Rondo by Zhao Si – translated by Bruce Meyer with Xuan Yuan & Tim Lilburn


“Passing Years” is a folk song leaving sadness in one’s chilled chest;
there comes a moment when no horse will pass by
on the vast plain of heart, but must turn its head and cock its ears to listen:
a simple melody like the mountain you gazed at as a child,
melting into the twilight and fading away at the end of the road while you look back.
All mournful songs of separation, death, roaming, and exile
come from and drift about with the ancient ballads;
the beginning of the world also could find its shelter in your body,
could ascend the ladder you would have climbed in the wind,
could follow up your flourishing or impoverished years, loudly or silently.
At a moment when the mind stretches into a far afield,
you hear the folk song that was heard and will be heard
by an ancestor or descendant who forced and will be forced to the chill to retreat
with a stove burning to fire their souls out of the dark days.

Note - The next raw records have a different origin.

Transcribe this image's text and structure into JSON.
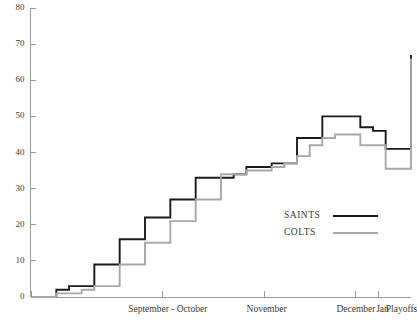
{
  "chart_data": {
    "type": "line",
    "title": "",
    "subtitle": "",
    "xlabel": "",
    "ylabel": "",
    "ylim": [
      0,
      80
    ],
    "yticks": [
      0,
      10,
      20,
      30,
      40,
      50,
      60,
      70,
      80
    ],
    "ytick_labels": [
      "0",
      "10",
      "20",
      "30",
      "40",
      "50",
      "60",
      "70",
      "80"
    ],
    "xtick_labels": [
      "September - October",
      "November",
      "December",
      "Jan",
      "Playoffs"
    ],
    "xtick_positions": [
      0.36,
      0.62,
      0.855,
      0.925,
      0.975
    ],
    "grid": false,
    "legend_position": "center-right",
    "interpolation": "step-post",
    "series": [
      {
        "name": "SAINTS",
        "color": "#1a1a1a",
        "x": [
          0,
          1,
          2,
          3,
          4,
          5,
          6,
          7,
          8,
          9,
          10,
          11,
          12,
          13,
          14,
          15,
          16,
          17,
          18,
          19,
          20,
          21,
          22,
          23,
          24,
          25,
          26,
          27,
          28,
          29,
          30
        ],
        "values": [
          0,
          0,
          2,
          3,
          3,
          9,
          9,
          16,
          16,
          22,
          22,
          27,
          27,
          33,
          33,
          33,
          34,
          36,
          36,
          37,
          37,
          44,
          44,
          50,
          50,
          50,
          47,
          46,
          41,
          41,
          67
        ]
      },
      {
        "name": "COLTS",
        "color": "#a8a8a8",
        "x": [
          0,
          1,
          2,
          3,
          4,
          5,
          6,
          7,
          8,
          9,
          10,
          11,
          12,
          13,
          14,
          15,
          16,
          17,
          18,
          19,
          20,
          21,
          22,
          23,
          24,
          25,
          26,
          27,
          28,
          29,
          30
        ],
        "values": [
          0,
          0,
          1,
          1,
          2,
          3,
          3,
          9,
          9,
          15,
          15,
          21,
          21,
          27,
          27,
          34,
          34,
          35,
          35,
          36,
          37,
          39,
          42,
          44,
          45,
          45,
          42,
          42,
          35.5,
          35.5,
          66
        ]
      }
    ]
  },
  "legend": {
    "entries": [
      {
        "label": "SAINTS",
        "color": "#1a1a1a"
      },
      {
        "label": "COLTS",
        "color": "#a8a8a8"
      }
    ]
  },
  "axes": {
    "y_max_label": "80",
    "y_min_label": "0"
  },
  "colors": {
    "saints": "#1a1a1a",
    "colts": "#a8a8a8",
    "axis": "#9a9a9a",
    "text": "#3a3a3a",
    "background": "#ffffff"
  }
}
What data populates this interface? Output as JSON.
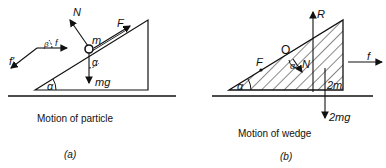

Zhao Si (1972). Poet, essayist, translator and editor in China.Sheis the author of White Crows (poems, China Peace Publishing House, 2005) and Gold-in-sand Picker, (essays, CPPH, 2005). She has translated poetry by Tomaž Šalamun and has been invited to international poetry festivals in Europe.  She currently serves as the translation editor for the Poetry Magazine, which is the poetry journal of the Chinese Writers’ Association. She is also the associate editor of the journal Contemporary International Poetry. She lives in Beijing.

Bruce Meyer (1957) is author or editor of sixty-three books of poetry, short fiction, non-fiction, literary journalism, memoir, portrait photographs, textbooks, and reference books. He is twice winner of the Gwendolyn MacEwen Prize for Poetry, the E.J. Pratt Gold Medal and Prize for Poetry. His most recent books are A Feast of Brief Hopes (short stories) and The First Taste: New and Selected Poems. He was the inaugural Poet Laureate of the City of Barrie, and lives in Barrie where he teaches at Georgian College and is a Fellow of Victoria College in the University of Toronto where he teaches Creative Writing and Comparative Literature.